Monday, Jun. 26, 1950
Never Again
"They're seizing the power plant and the telephone building now," boomed the voice over the public-address system. "Henceforth, they will be the property of the state. A boy has been arrested for waving an American flag. He will be dealt with severely." Hartley, Iowa (pop. 1,650) was staging a demonstration of Communism for a day.
The idea came to Ingwer Hansen one day last spring when he was listening to an American Legion radio program in which Communists seized the Government. Hansen, who carries the town's mail, is also the local Legion commander and secretary of the Chamber of Commerce. He got his fellow Legionnaires interested. In store windows, posters proclaimed the overthrow of the "capitalistic government" and the establishment of the United Soviet Republics of America. James F. Green, chairman of the Legion's National Americanism Commission, came up from Omaha to help out.
But Hansen could muster only about a dozen Hartley men to serve as "guerrillas," plus a few individual Guardsmen from neighboring towns. As the raiders rolled into town in a drizzling rain, the streets were almost deserted. The chief of police was arrested, and "executed" out behind Foley's furniture store. Sheriff Ed Lemkull was playfully roughed up (see cut). Red flags were hung all over the main street and road blocks established. One oldster complained bitterly about standing in line for a permit to buy each glass of beer. "That's the severity of it, Al," explained the ration clerk.
But Hartley's thrifty German citizens just didn't like it. They knew it was only make-believe but it kind of scared them anyway. "They know Communism is bad," explained a town official. "They feel that when you play around with something that is bad, somebody's going to get hurt." Some remembered that when Mosinee, Wis. had a Communist Day, the mayor had suffered a fatal heart attack. Then the program said that houses would be searched. "They won't have no pants if they come to our place," said one housewife. "We'll sick the dog on them." Others just locked their doors and stayed inside. Raiders at the road blocks were warned: "We've got to be careful--some of these people feel pretty strongly. They might want to run you down."
When the whole thing ended with a big Flag Day Americanism meeting, even Ingwer Hansen was relieved. "I'll never try anything like that again," said Hansen. "It was a risky deal."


## [WORK INSTRUCTIONS]
The answer is the set of lines that include "Centre", copied from the data below.

───── INPUT DATA ─────

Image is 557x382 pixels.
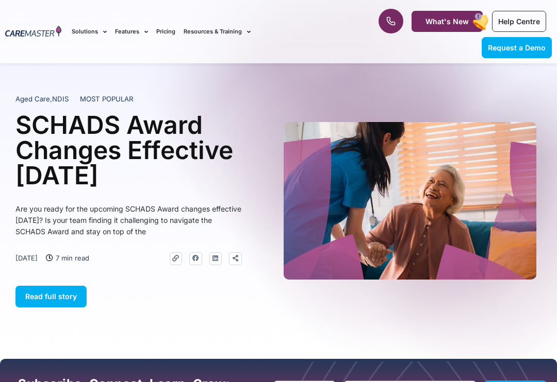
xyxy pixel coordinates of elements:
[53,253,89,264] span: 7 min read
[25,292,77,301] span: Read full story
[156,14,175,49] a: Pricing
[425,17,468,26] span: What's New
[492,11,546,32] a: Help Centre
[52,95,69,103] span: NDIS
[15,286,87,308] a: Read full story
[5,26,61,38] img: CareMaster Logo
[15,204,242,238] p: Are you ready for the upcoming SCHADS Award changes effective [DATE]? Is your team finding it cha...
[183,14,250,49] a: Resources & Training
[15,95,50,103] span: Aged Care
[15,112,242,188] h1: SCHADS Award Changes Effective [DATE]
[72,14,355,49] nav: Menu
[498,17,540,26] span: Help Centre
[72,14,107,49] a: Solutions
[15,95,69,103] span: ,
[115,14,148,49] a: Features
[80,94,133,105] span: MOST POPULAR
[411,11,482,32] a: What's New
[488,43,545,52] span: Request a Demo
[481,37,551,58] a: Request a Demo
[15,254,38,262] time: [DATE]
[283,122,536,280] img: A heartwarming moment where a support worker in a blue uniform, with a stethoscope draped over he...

─────
───── INPUT DATA ─────

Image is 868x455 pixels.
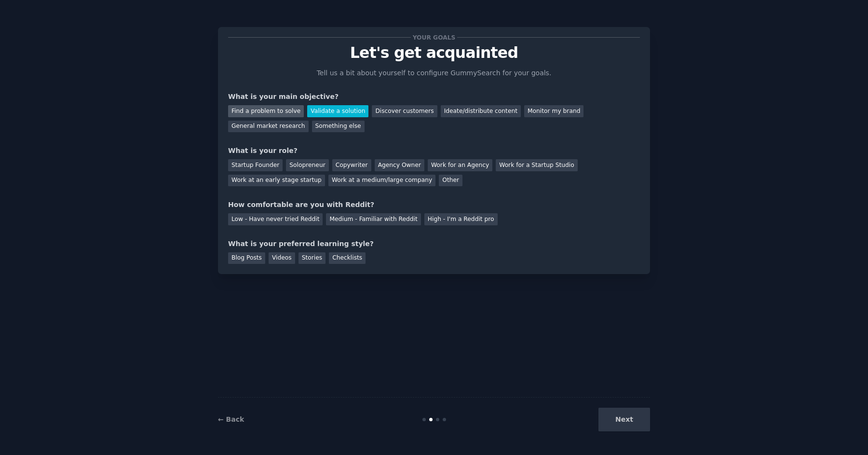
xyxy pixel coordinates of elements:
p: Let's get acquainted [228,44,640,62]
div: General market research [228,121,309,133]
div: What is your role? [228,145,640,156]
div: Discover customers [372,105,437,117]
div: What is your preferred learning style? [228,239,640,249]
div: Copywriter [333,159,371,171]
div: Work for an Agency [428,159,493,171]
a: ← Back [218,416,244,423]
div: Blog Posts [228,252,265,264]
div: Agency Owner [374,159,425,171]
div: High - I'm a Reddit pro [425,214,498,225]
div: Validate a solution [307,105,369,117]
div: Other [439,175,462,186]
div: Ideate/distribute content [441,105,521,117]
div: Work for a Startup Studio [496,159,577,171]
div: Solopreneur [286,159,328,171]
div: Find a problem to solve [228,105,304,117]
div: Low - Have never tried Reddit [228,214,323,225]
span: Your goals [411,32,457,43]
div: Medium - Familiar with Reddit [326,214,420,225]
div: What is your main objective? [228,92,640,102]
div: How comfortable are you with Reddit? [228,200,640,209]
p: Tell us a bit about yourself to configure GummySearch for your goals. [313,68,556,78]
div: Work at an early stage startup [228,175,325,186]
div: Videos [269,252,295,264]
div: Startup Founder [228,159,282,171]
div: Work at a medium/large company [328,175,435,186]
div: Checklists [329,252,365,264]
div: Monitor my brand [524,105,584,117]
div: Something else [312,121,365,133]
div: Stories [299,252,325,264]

─────

## [WRITTEN SOLUTION]
[492,11,546,32] a: Help Centre
[498,17,540,26] span: Help Centre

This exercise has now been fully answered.